Of course, semen didn’t need to be part of a specific tale to be considered divine. Ancient Celts thought mistletoe was the semen of Taranis, the god of thunder, because it stayed supernaturally verdant even through winter, and its white berries emitted a milky, sperm-like fluid when mashed. In two more Enki-esque myths, the blood and sperm of Chinese mythology’s first being, Pangu, became the world’s rivers, while the first Persian king, Keyumars, released semen after dying that became Mashya and Mashyana, the Zoroastrian equivalent of Adam and Eve.

Things started to get sticky for semen — pun obviously intended — in ancient Judaism, which viewed semen as unclean and instructed men who pleasured themselves to ritually purify themselves in clean water before rejoining society. The Bible complicated things immensely with the story of Onan (from whom we get the term onanism) in which the God of the Old Testament, who was significantly stricter and less loving than the New Testament version of God, killed Onan’s brother Er for unspecified wickedness. As a result, their father Judah (not that Judah) ordered Onan to get Er’s widow, Tamar, pregnant, so that Er could have an ersatz heir. Onan wasn’t a fan of this idea, ostensibly so that he could inherit his family’s wealth instead, and while he had no problem fucking his deceased brother’s spouse, Onan always pulled out before coming and “spilling his seed on the ground.”

God killed him for it, although whether this was because of the waste of semen or not following orders is unclear. Some Jewish mystics took the former view and deemed any ejaculation not purposefully used for procreation not only a crime but murder, as it effectively killed unborn children in what is arguably the most extreme pro-life argument ever made.

Early Christians latched onto this idea of semen as something tainted and expanded it to sex itself. This is especially true of St. Augustine, who posited that semen was literally original sin in physical form around 400 A.D. The idea was that once Adam and Eve ate the fruit of knowledge, they became aware of sex, which they instantly realized was so shameful that they covered their respective junk with fig leaves. Augustine believed that since every human being was tainted by this original sin, and since every human being was created by sperm, the two must be related. The seemingly paradoxical belief that semen shouldn’t be wasted on anything but making babies but is also representative of dirty, filthy lust has continued to influence many Christian religious offshoots for the past two millennia, resulting in generations of guilty, confused, horny teens.
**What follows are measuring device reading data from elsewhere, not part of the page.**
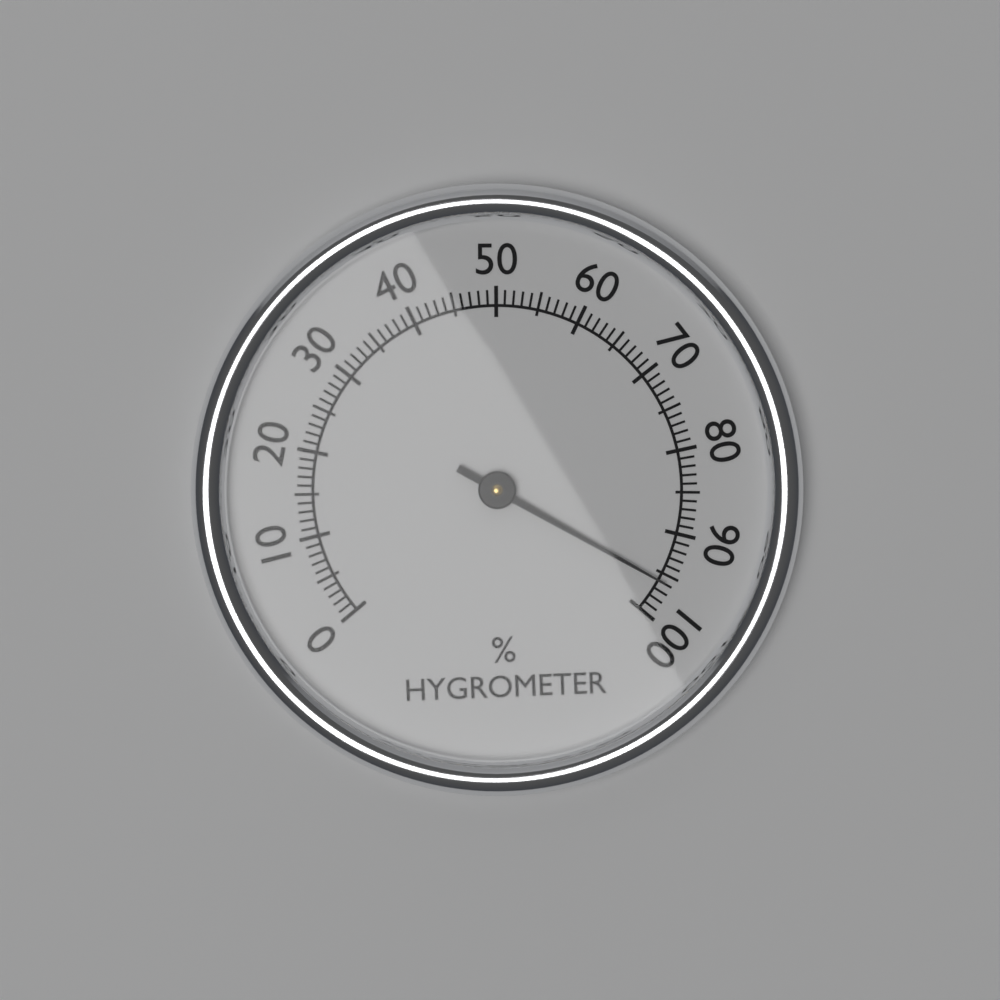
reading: 96 %
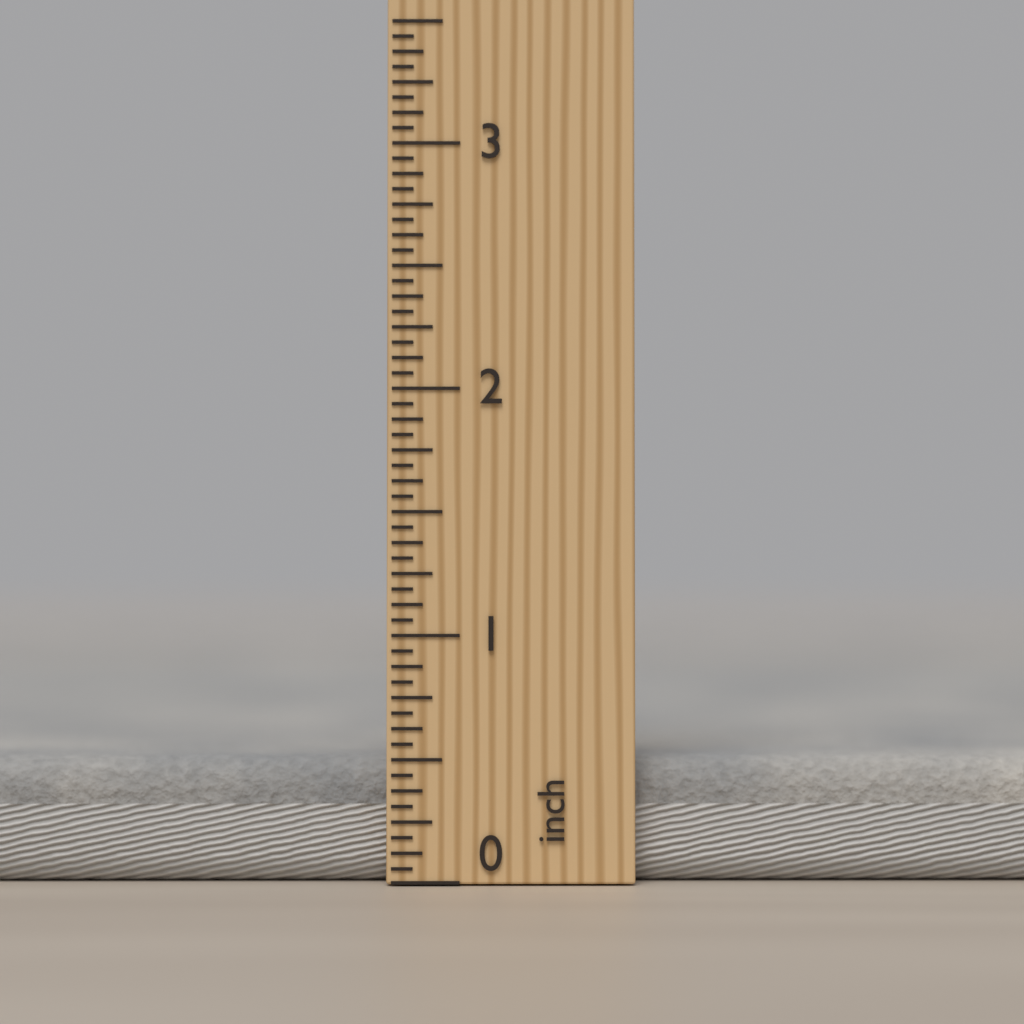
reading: 0.5000 inch
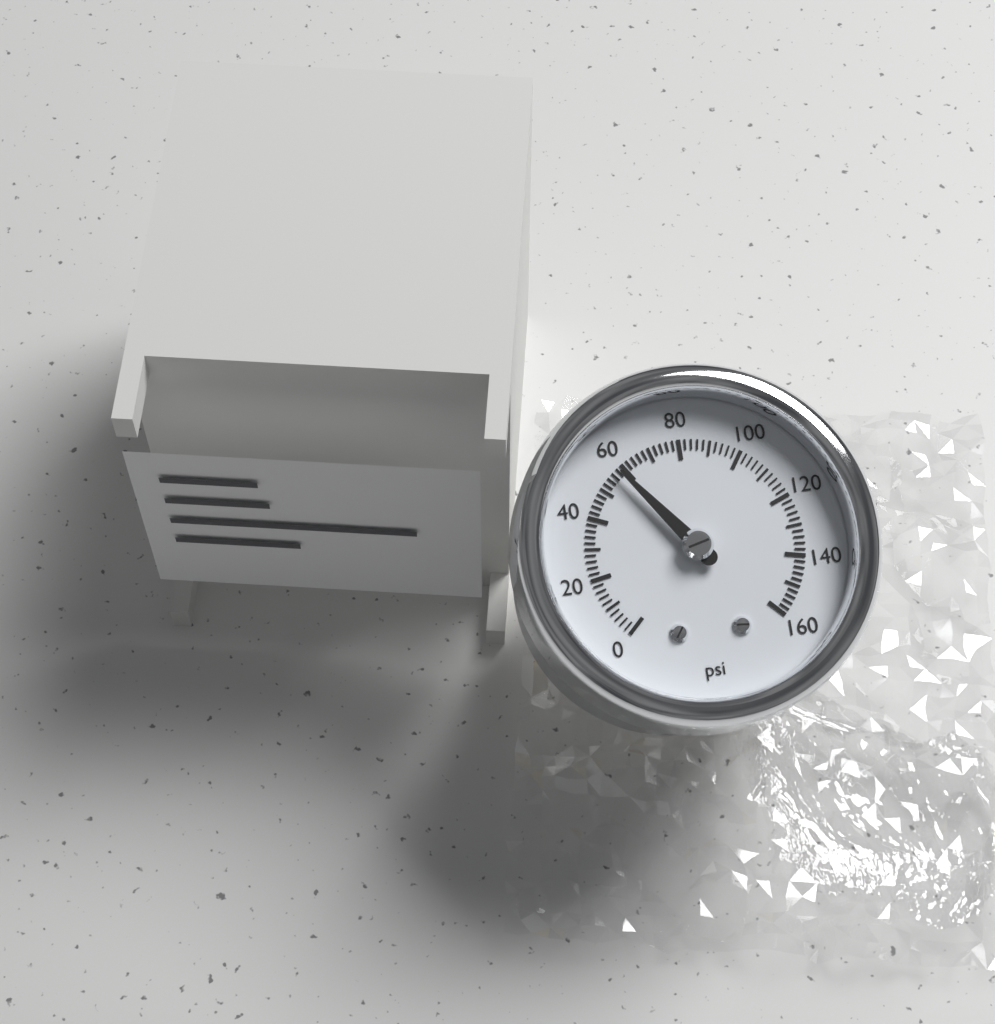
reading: 58 psi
Even when it’s not strictly religious, many cultures have viewed semen as a physical form of life essence, containing its own power that is lost when it’s ejaculated; in Chinese medicine, it’s the product of energy known as jing while in Hinduism, it’s called virya. Basically, a lot of societies throughout recorded history have had major opinions on jizz and what men choose to do with it, for both good and ill.

So the next time you’re about to jerk off, take a moment to consider how the load you’re shooting is bearing a load of its own. Just don’t get too impressed with yourself: Remember, while semen contains potential gods, societies and even major geographical features, nowadays they can all be destroyed by a single Kleenex.